CIP-008: Cyber Security Illustrative Approach

An internal cyber security response center serves as a central location for the analysis and investigation of potential security incidents. In that role, the cyber security response center should consider, evaluate, and respond to both external threats and internal vulnerabilities.

Sources of external threat information include industry information sharing and analysis centers such as Electricity Sector Information Sharing and Analysis Center (ES-ISAC), Infraguard, mailing lists, and commercial reporting services.

Internal vulnerability information is available from condition reporting and activity monitoring. Cyber security response teams should be able to access all relevant internal vulnerability information in a read-only format. Such data may reside in centralized log repositories, on the devices that perform the logging, and in results of self-assessments and independent tests. Security response centers also should have available tools to analyze the logs and to perform ad hoc activity monitoring. Other additional and useful data sources are reports of anomalies in both network and host performance and the end-user experience.

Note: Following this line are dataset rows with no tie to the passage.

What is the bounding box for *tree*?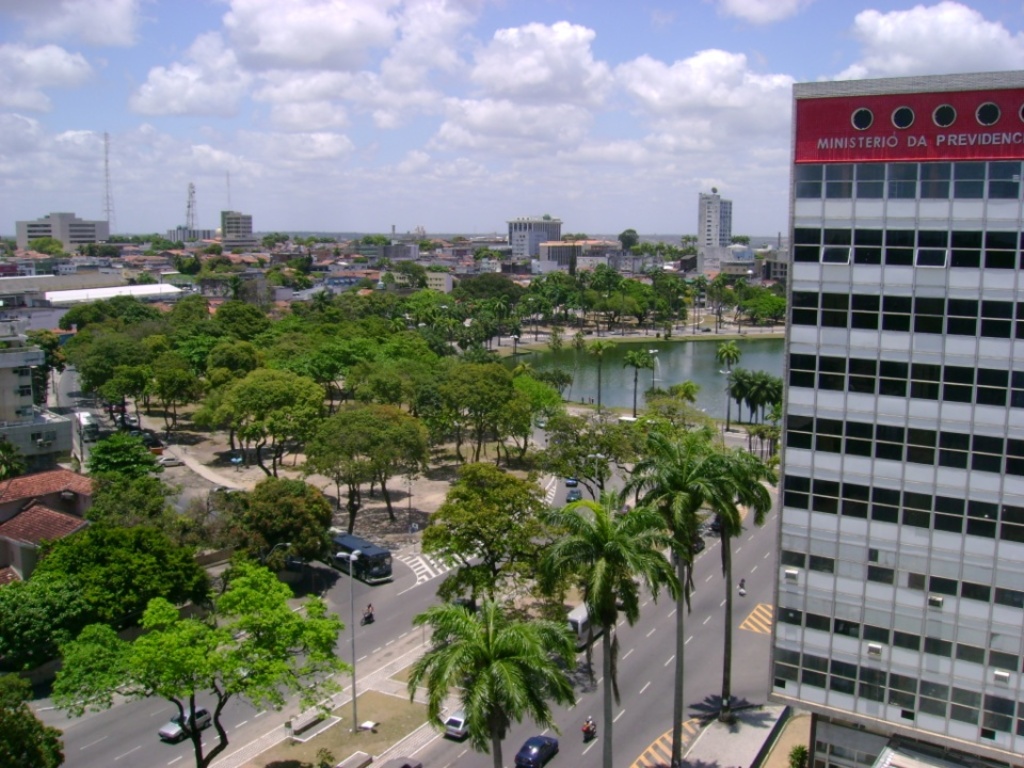
bbox=(535, 413, 633, 509).
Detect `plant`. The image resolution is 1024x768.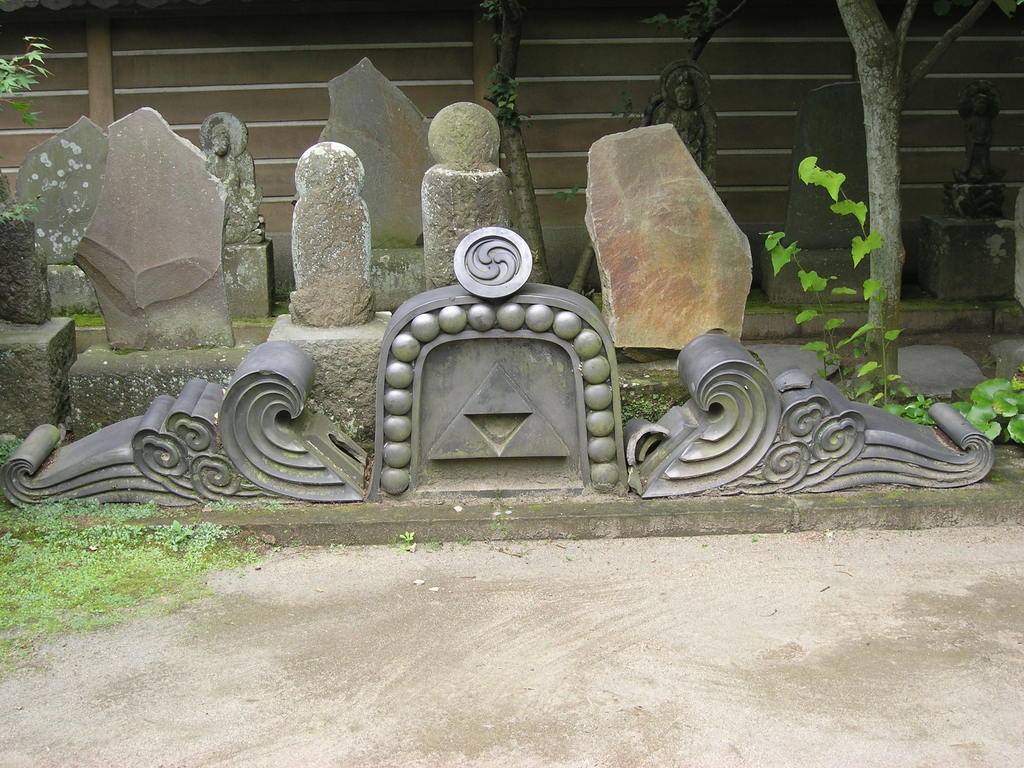
pyautogui.locateOnScreen(620, 381, 690, 428).
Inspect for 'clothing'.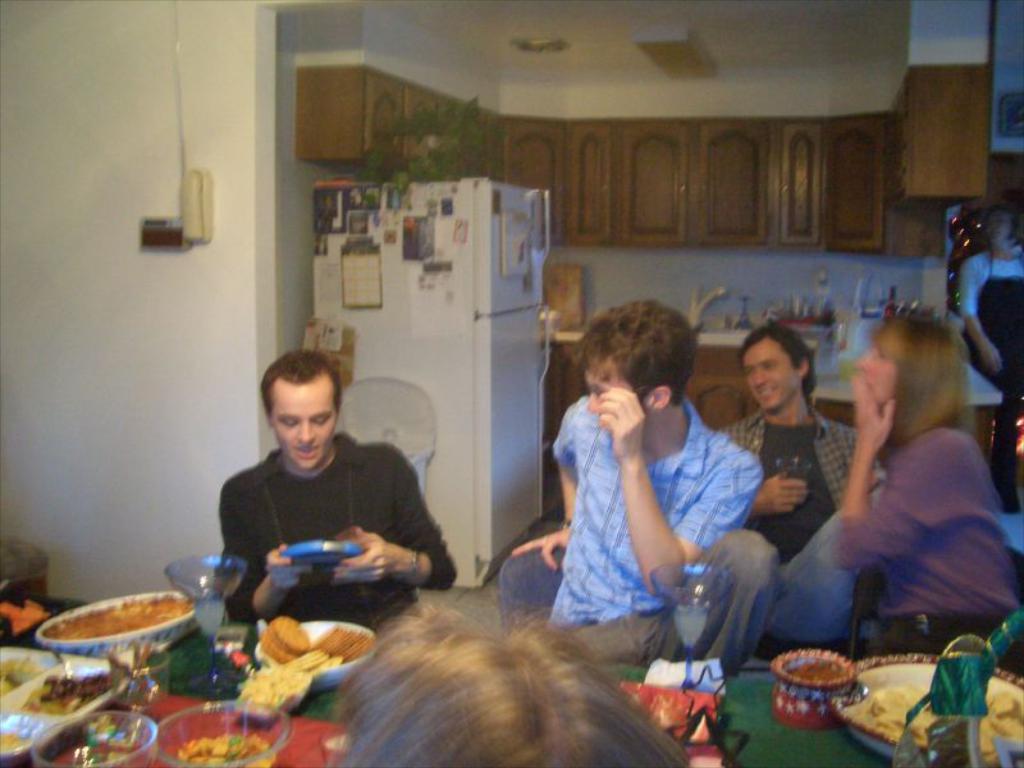
Inspection: box(710, 406, 892, 635).
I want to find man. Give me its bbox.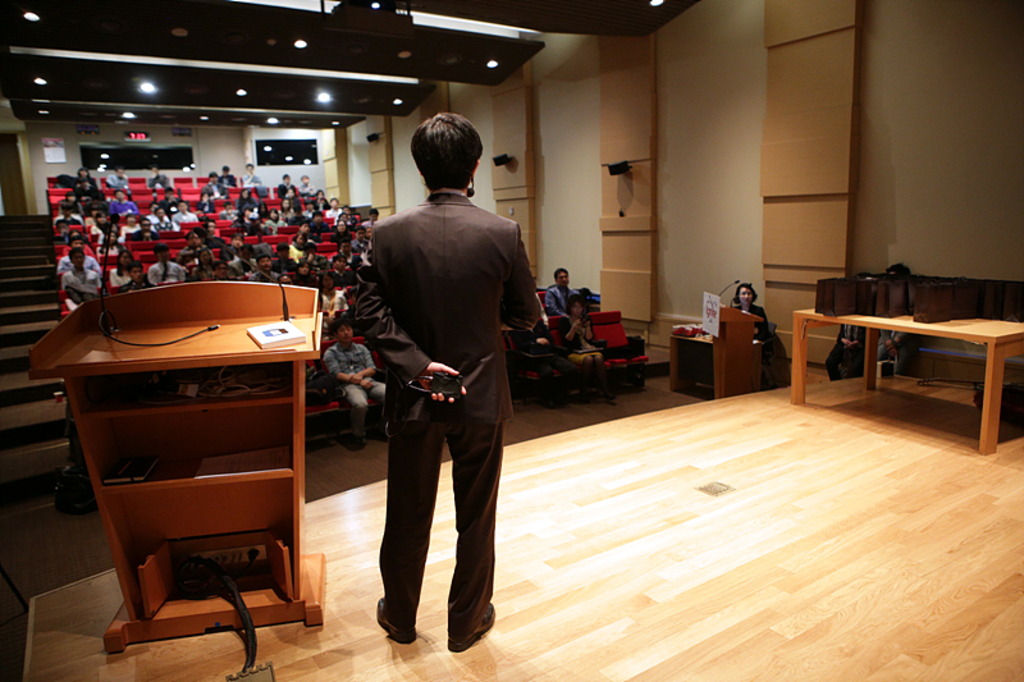
<box>306,210,332,234</box>.
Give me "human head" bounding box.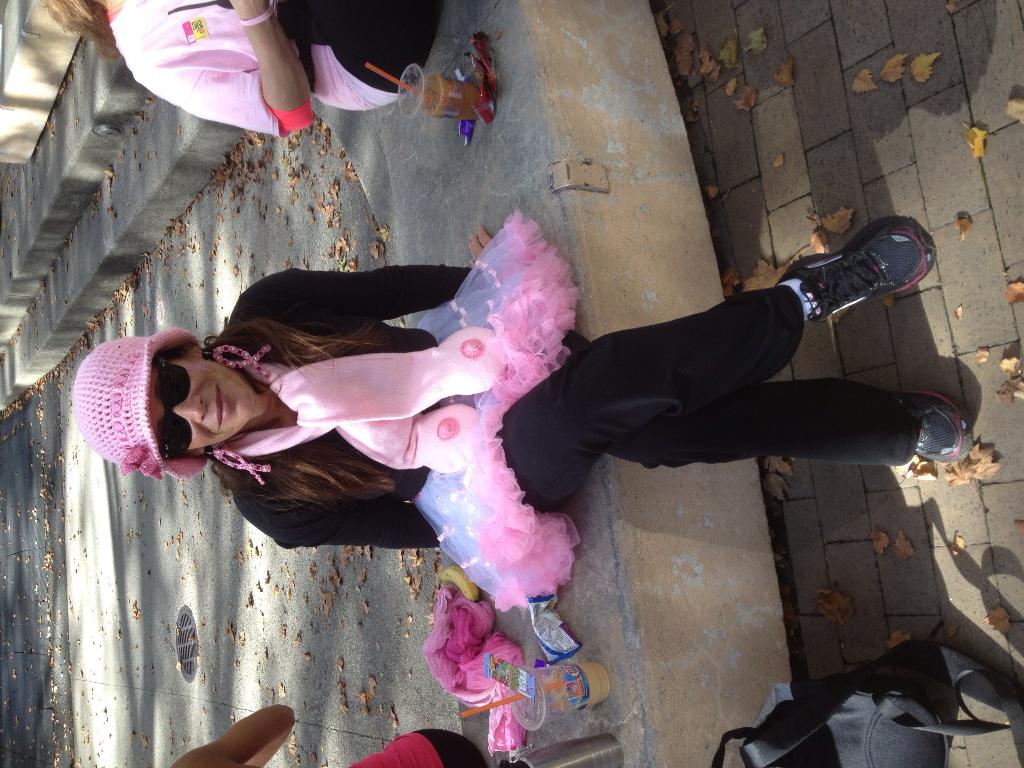
bbox(91, 324, 273, 465).
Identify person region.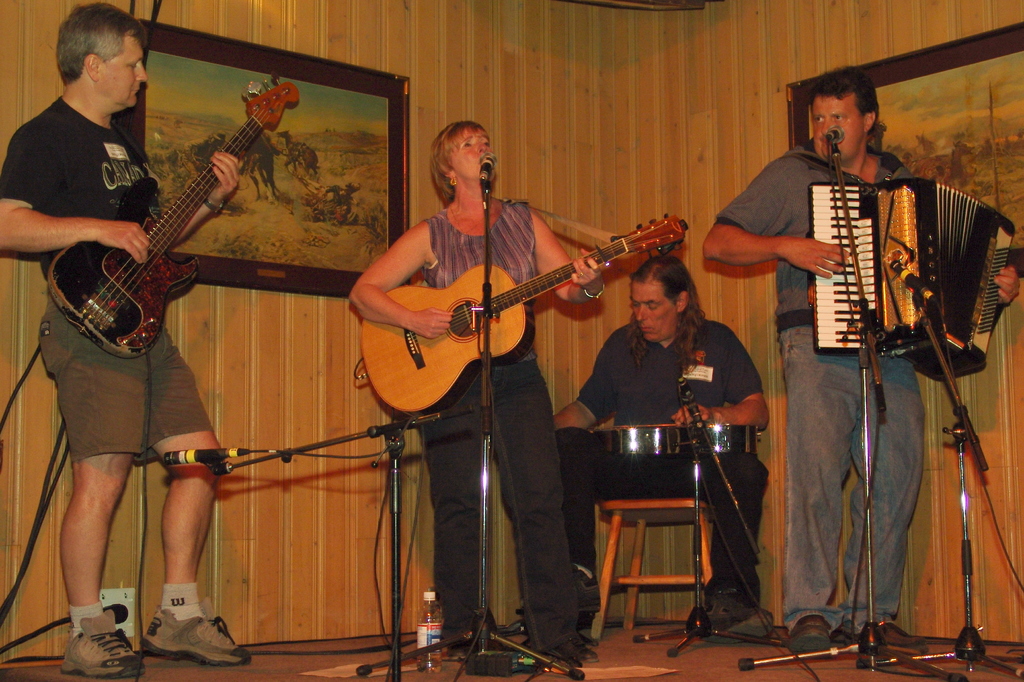
Region: (left=512, top=256, right=777, bottom=658).
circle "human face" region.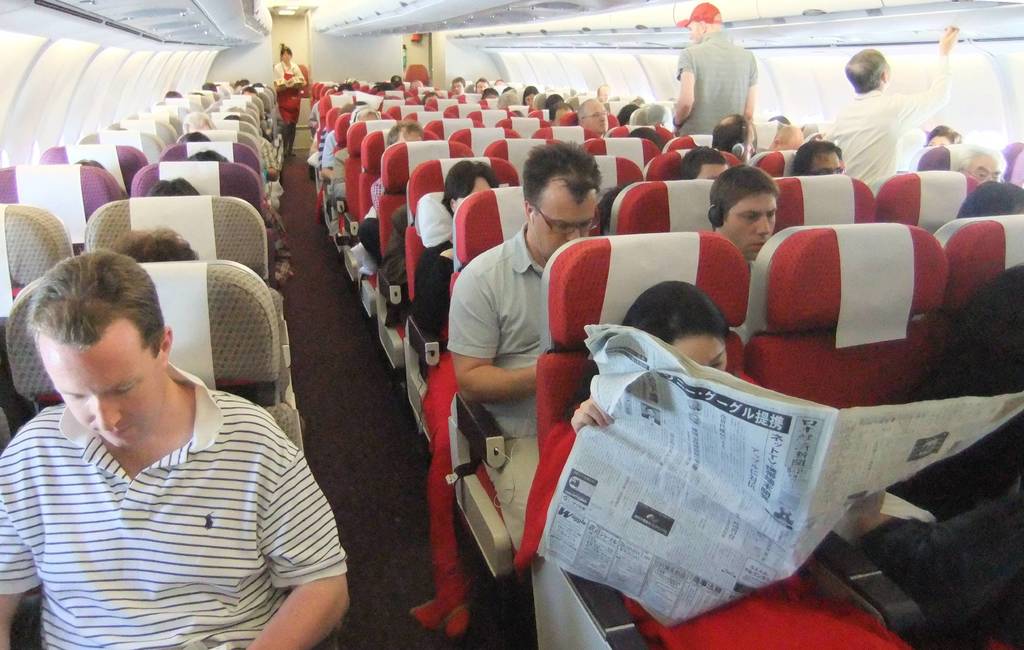
Region: (595,86,612,102).
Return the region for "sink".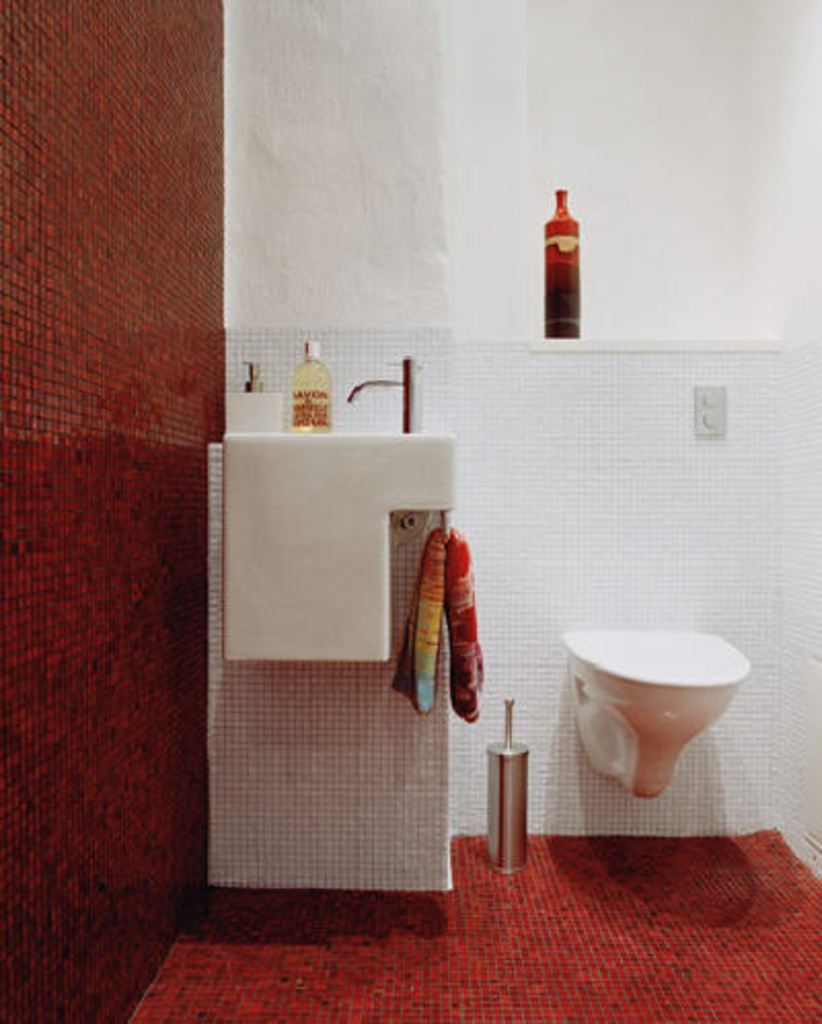
detection(220, 356, 458, 662).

Because the identification of incidents requires monitoring and management, response teams frequently use security information management (SIM) tools to assist in the data collection, analysis, classification, and reporting of activities related to security incidents.

The cyber security response team should be governed by policies and procedures that address security incidents:

  • M1. Monitoring policies should enable adequate continual and ad hoc monitoring of communications and the use of the results of monitoring in subsequent legal procedures. The responsibility and authority of security personnel and system administrators for monitoring should be established, and the tools used should be reviewed and approved by appropriate management with appropriate conditions for use.
  • M2. Classification policies should be sufficiently clear to enable timely classification of incidents into different levels of severity. Response and reporting levels should be commensurate with the severity levels.
  • M3. Escalation policies should address when different personnel within the organization will be contacted about the incident and the responsibility those personnel have in incident analysis and response.
  • M4. Reporting policies should address internal and external reporting, including coordination with service providers and reporting to ES-ISAC.

In addition, a policy should address who is empowered to declare an incident to be an intrusion.

At a minimum, each entity should tests its incident response plan at least annually. Such testing should validate that planned response actions are exercised in reference to a presumed or hypothetical incident contemplated by the cyber security response plan, and not necessarily that the presumed incident is performed on the live system. Employees should take what action would be required under the response plan, given the hypothetical incident. When reviewing actual incidents or testing the incident response plan, the entity should document lessons learned and incorporate appropriate changes to the plan, as needed.

The effectiveness of a cyber security incident response team also is a function of the training and expertise of the security analysts. An entity should ensure that its analysts are sufficiently trained to appropriately analyze network and host activity and to use the monitoring and analysis tools made available to them.